Turkish is an example of this type. In VO languages, on the other hand, all
modifiers follow their head noun, as in Arabic.
It appears that IndoEuropean was
originally OV in structure, which is evidenced by the position of adjectival
relative clauses in early Sanskrit and Greek, but many of the descendant
languages have changed to VO structure. The result is that most of the
modern IE languages show a mixture of structures, such as English with preceding
adjectives but following adjectival relative clauses, and the relatively recent
introduction of "thing possessed + of + possessor" with the retention of the
older structure (John's hat) when the possessor is animate.
So, all in all, it appears that
the Germanic order of adjective before noun is a reflection of the original IE
system, while the Romance structure of noun before adjective is the
innovation.
Cheers
Dennis
----- Original Message -----
Sent: Wednesday, 12 April, 2000 1:34
AM
Subject: [cybalist] Adjective First
Hello,
I'm a non-linguist who's very much interested in IE languages. I'm
actually more of a polyglott.
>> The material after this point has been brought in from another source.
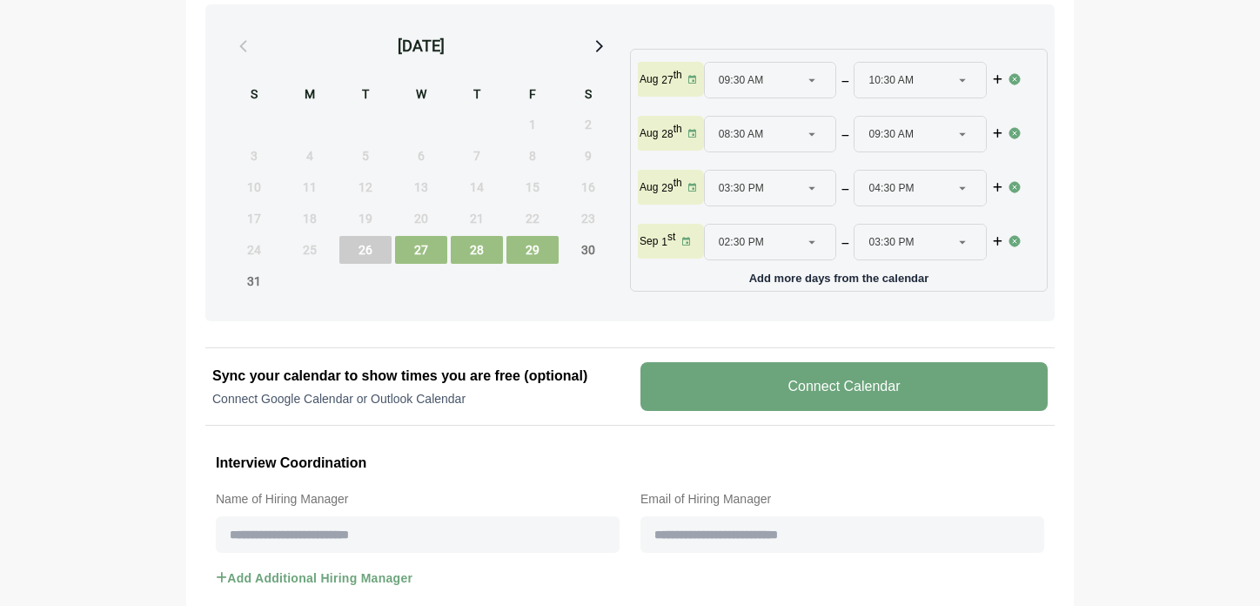 Image resolution: width=1260 pixels, height=606 pixels. Describe the element at coordinates (254, 250) in the screenshot. I see `span: Sunday, August 24, 2025` at that location.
I have always found the adjective first
word order of Germanic languages to be quite an interesting anomaly, since as
you know all the other IE languages typically have the adjective after the
noun it modifies. I'm not sure, but classical Greek's default order may
have been adjective first also. I know that Chinese has the modifier
first also. I'm intrigued as to why Germanic does this. Do the
Slavic and Baltic languages do this? Does Finnish? Is it possible
that this word order came about when the Proto-Germanic language made contact
with a non-IE that had adjective word order first? Thanks. Kraig.